At Butler Williams & Skilling, we recognize that our entrepreneurial clients are looking for a law firm that is willing to share some of the risks of commercial litigation.  Indeed, our willingness to handle a commercial litigation matter on a contigent fee, fixed fee, or blended contingent/hourly fee basis often affords the best opportunity to our clients to have their dispute litigated by a top-notch law firm.  According to the Washington Post, the current economic crisis is causing businesses, in-house counsel, and individuals to demand the same alternatives to the old billable hour structure for legal fees, including for commercial litigation matters.

Corporate legal department officials say fees to outside law firms have risen faster than energy costs, salaries and other expenditures. Hourly billing has been the subject of criticism by clients and debates by legal experts, who say they give lawyers incentive to work inefficiently. Most law firms have been slow to embrace alternative billing.

The current crisis may force those firms to change.

New efforts to jettison hourly billing are being driven by in-house corporate lawyers, who say they have grown frustrated seeing fees to outside firms soar even as they slash their own costs. They said they want more certainty in their legal budgets and worry that outside firms are spending unnecessary amounts of time on their matters.

In a recent survey conducted by the Arlington-based Corporate Executive Board, a for-profit organization that does research on best practices, 800 in-house lawyers said they spent 50 percent more last year on large outside law firms than in 2002. They said the hourly rates they paid jumped 70 percent between 1996 and 2005.  Those increases obviously cannot continue in the current market.

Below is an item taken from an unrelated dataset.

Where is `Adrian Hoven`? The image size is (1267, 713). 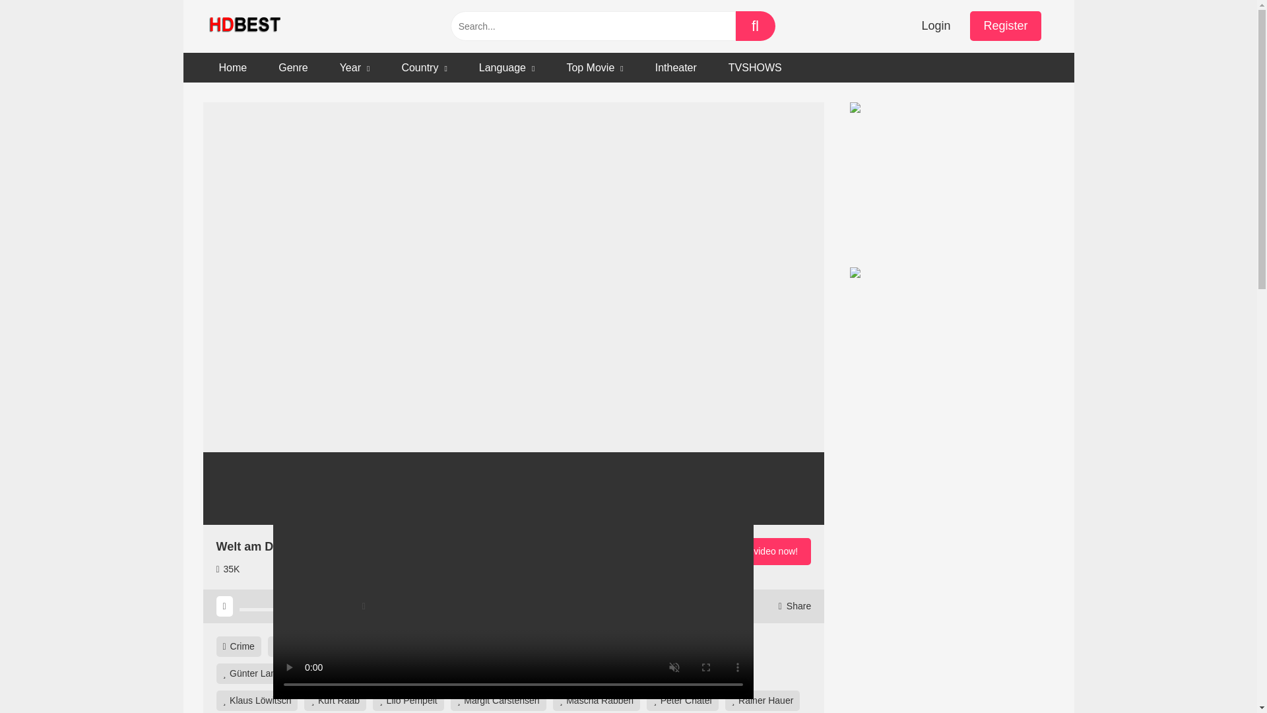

The Association of Corporate Counsel, which represents 23,000 in-house corporate lawyers, last month launched the "Value Challenge," an initiative aimed at spurring corporate lawyers and outside law firms to develop alternative pricing plans, including fixed rates, volume discounts and lower hourly rates blended with performance bonuses or a contingency fee component.

Most people who purchase a service want to know, "how much is this going to cost?"  In the past, the answer from those selling a legal service has been "x dollars an hour for how ever many hours we work on your case, regardless of whether the result is favorable to you."  This paradigm is no longer acceptable to many clients.  They would prefer their lawyer to either quote a fixed rate or take some of the risk, when appropriate, by taking as their fee a percentage of the recovery.